In opposing the reform bill last spring, trial lawyers objected to provisions that would have allowed workers and employers to volunteer for binding arbitration of cases-without lawyers if the parties chose. Binding arbitration was suggested to move cases through the system faster.
The trial lawyers were able to block the reform bill by appealing to the beneficiaries of their political contributions, including Madigan.
Madigan has sided with the trial lawyers association in past legislative battles, and attorneys have contributed as much as 40 percent of the campaign funds raised by his major political committee.

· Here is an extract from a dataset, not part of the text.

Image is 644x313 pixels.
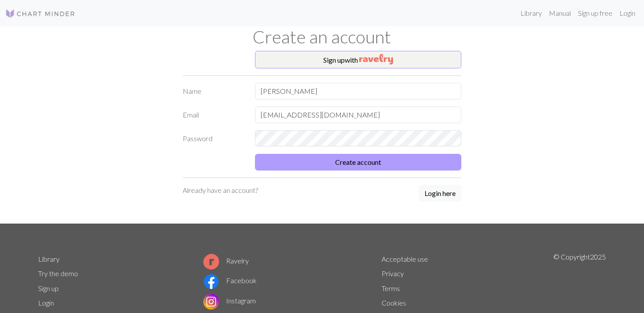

James Dudley, executive director of the trial lawyers association, said his group will continue objecting to reforms that include binding arbitration. ”We were called snakes, cheats and liars, but I guess we`re used to that,” Dudley said. ”What the other side doesn`t tell you is that every company, every insurance carrier, is required by state law and commission rule to be represented before the industrial commission by a lawyer.”
But Arthur Gottschalk, president of the Illinois Manufacturers`
Assocition and business` chief negotiator on the reform bill, said the binding arbitration plan was designed to work without lawyers for workers or employers. ”The trial bar saw this as a means by which they were being denied their fee. They screamed bloody murder,” Gottschalk said.